Posted to findingDulcinea by Cara McDonough
The vaccine uses a mock version of the virus, the biotech company said, and is safe enough to continuing testing on humans.
“These results are strong and very competitive and they compare well with any vaccine against pandemic flu, whether licensed or in development,” Novavax President and Chief Executive Officer Dr. Rahul Singhvi said, as quoted in Reuters.
Most vaccines used weakened or killed viruses, which requires a complicated process of reformulating the strain each year using chicken eggs. The fact that Novavax’s virus uses a mock version of avian flu means their vaccine may be quicker to produce, and more effective than those developed in the past.
In the trial, 160 participants received two injections of the vaccine of varying doses, one month apart. Of those who received the highest doses, 94 percent developed immunity to H5N1, which is an Indonesian strain of the bird flu that emerged in 2005, reports The Washington Post.
There are several other biotechnology companies, including GlaxoSmithKline, Sanofi-Aventis and Novartis, currently working on bird flu vaccines under government contract.
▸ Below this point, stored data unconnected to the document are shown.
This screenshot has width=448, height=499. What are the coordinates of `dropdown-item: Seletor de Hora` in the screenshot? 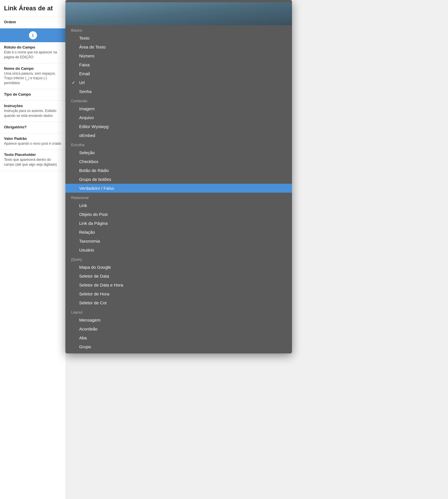 It's located at (179, 294).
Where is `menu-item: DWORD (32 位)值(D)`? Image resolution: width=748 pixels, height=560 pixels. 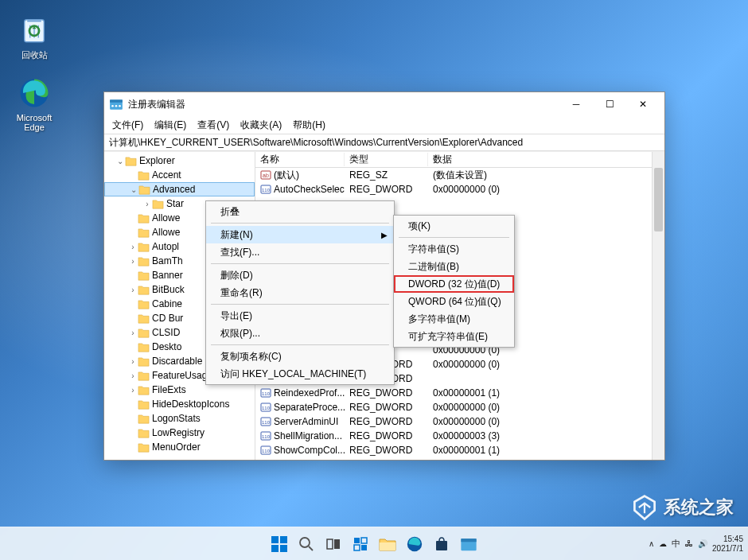
menu-item: DWORD (32 位)值(D) is located at coordinates (454, 284).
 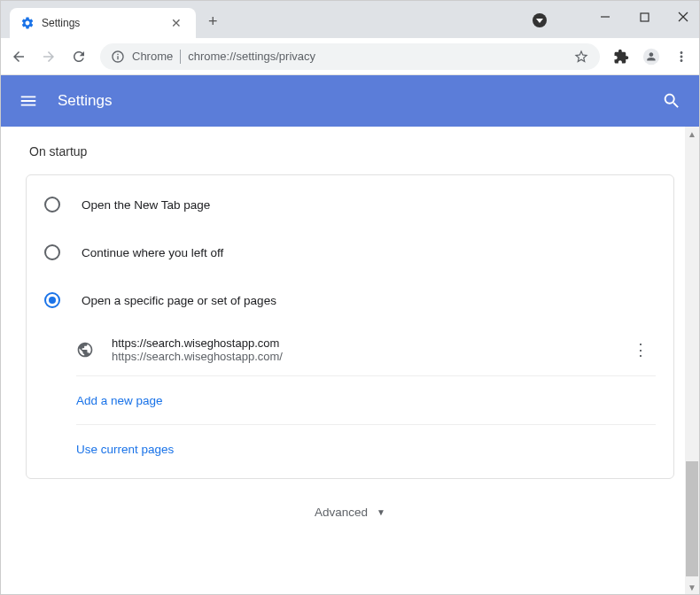 I want to click on page-url: https://search.wiseghostapp.com/, so click(x=369, y=356).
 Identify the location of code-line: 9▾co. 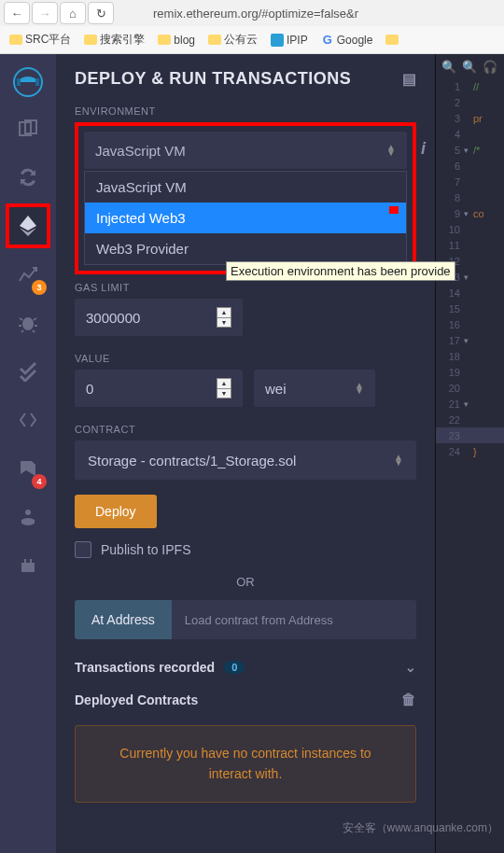
(470, 213).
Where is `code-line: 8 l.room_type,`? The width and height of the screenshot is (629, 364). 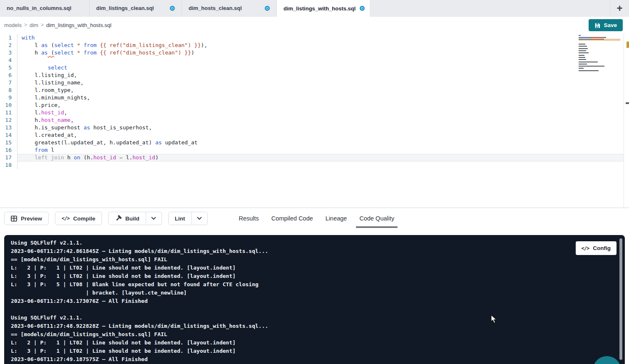
code-line: 8 l.room_type, is located at coordinates (312, 90).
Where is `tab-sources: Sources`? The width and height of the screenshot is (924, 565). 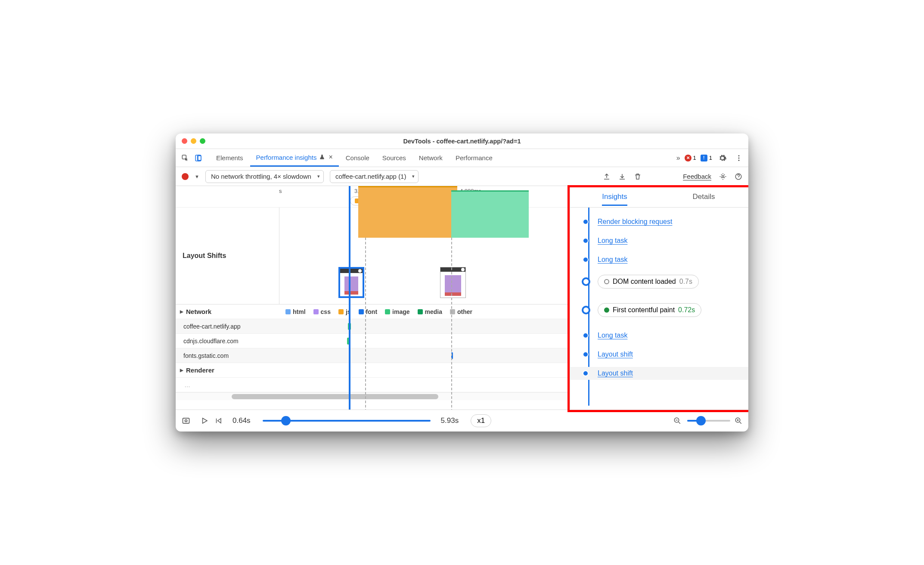 tab-sources: Sources is located at coordinates (394, 158).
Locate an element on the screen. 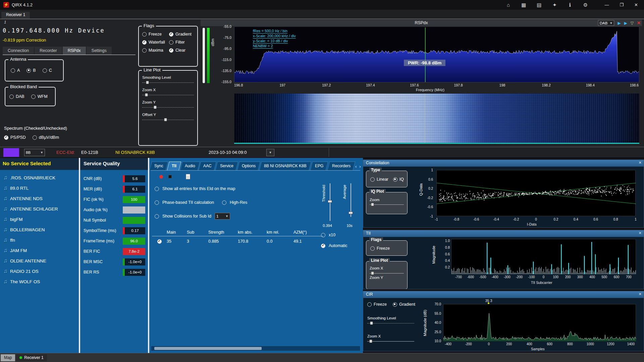 This screenshot has width=644, height=362. service-item: ♫BOLLERWAGEN is located at coordinates (40, 230).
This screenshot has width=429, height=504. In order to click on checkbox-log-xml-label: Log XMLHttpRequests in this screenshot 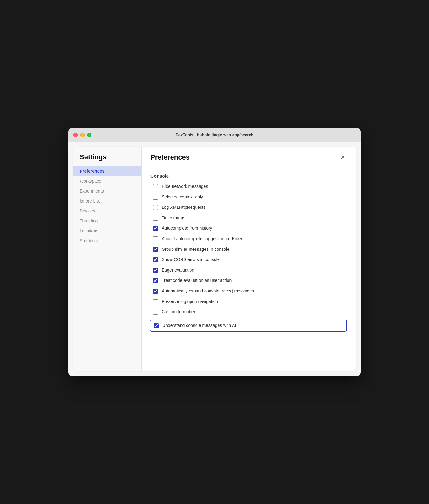, I will do `click(183, 208)`.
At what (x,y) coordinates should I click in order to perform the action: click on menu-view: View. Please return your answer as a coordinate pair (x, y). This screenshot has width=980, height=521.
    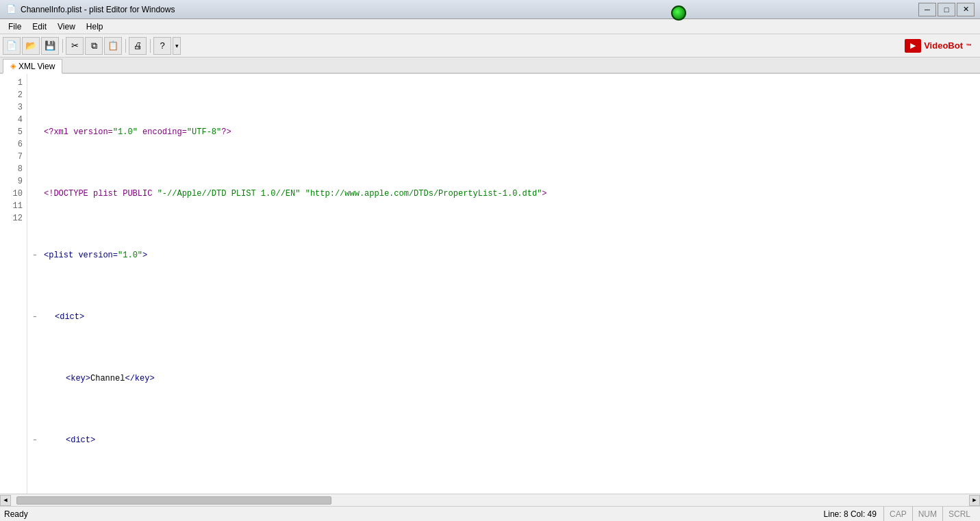
    Looking at the image, I should click on (66, 27).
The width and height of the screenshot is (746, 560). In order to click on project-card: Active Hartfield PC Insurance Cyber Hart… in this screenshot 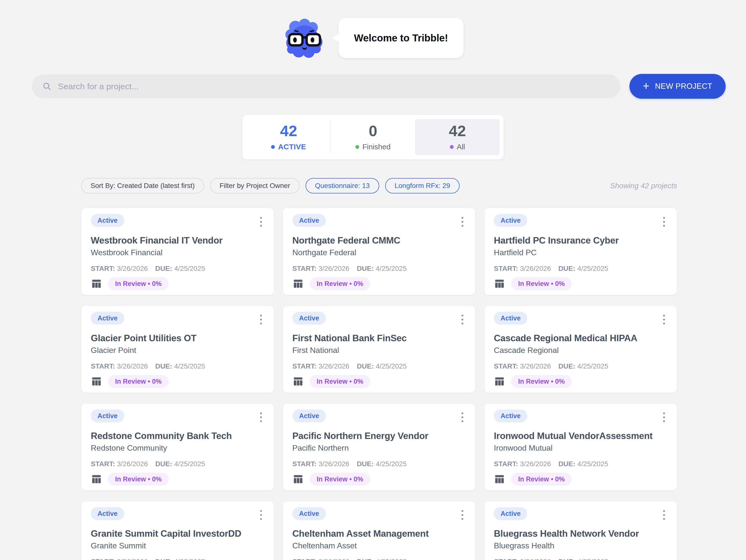, I will do `click(581, 252)`.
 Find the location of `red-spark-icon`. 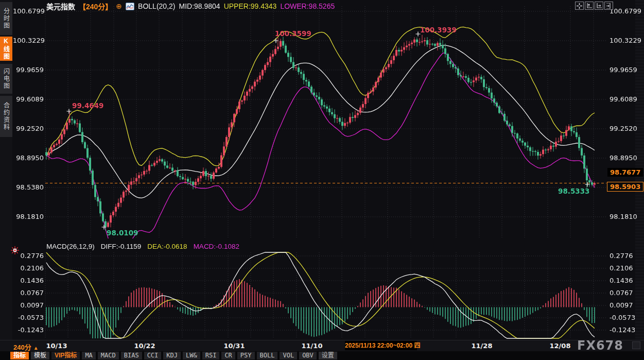

red-spark-icon is located at coordinates (15, 250).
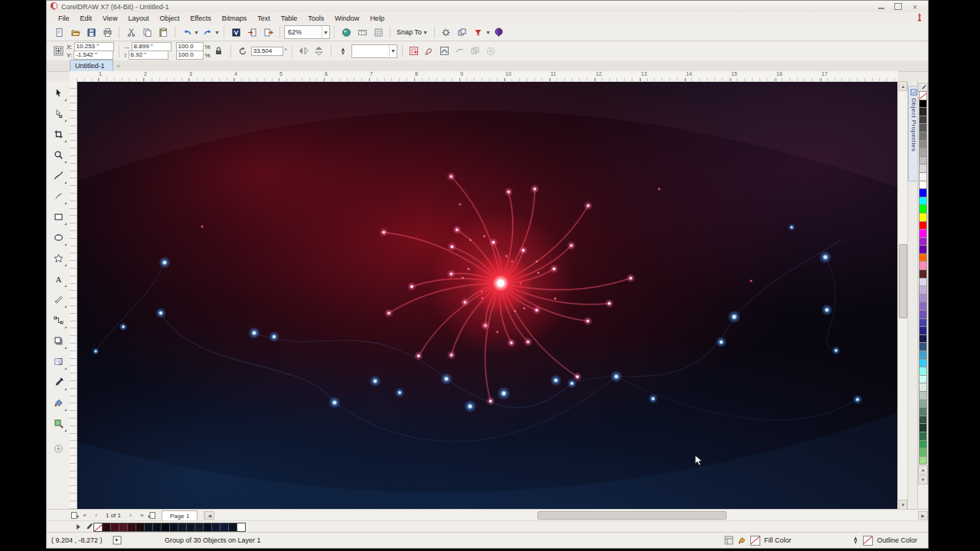 The height and width of the screenshot is (551, 980). I want to click on doc-color-swatch, so click(241, 527).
Promising results do not guarantee a government contract for Novavax, however, said financial analyst Ken Trbovich to Bloomberg. He said that most contracts awarded in recent years have gone to “large, established players in the vaccine field.”
Bird flu rarely infects humans, but has killed 245 out of 385 people infected since 2003, and scientists believe it could mutate into a more infectious form, according to Reuters.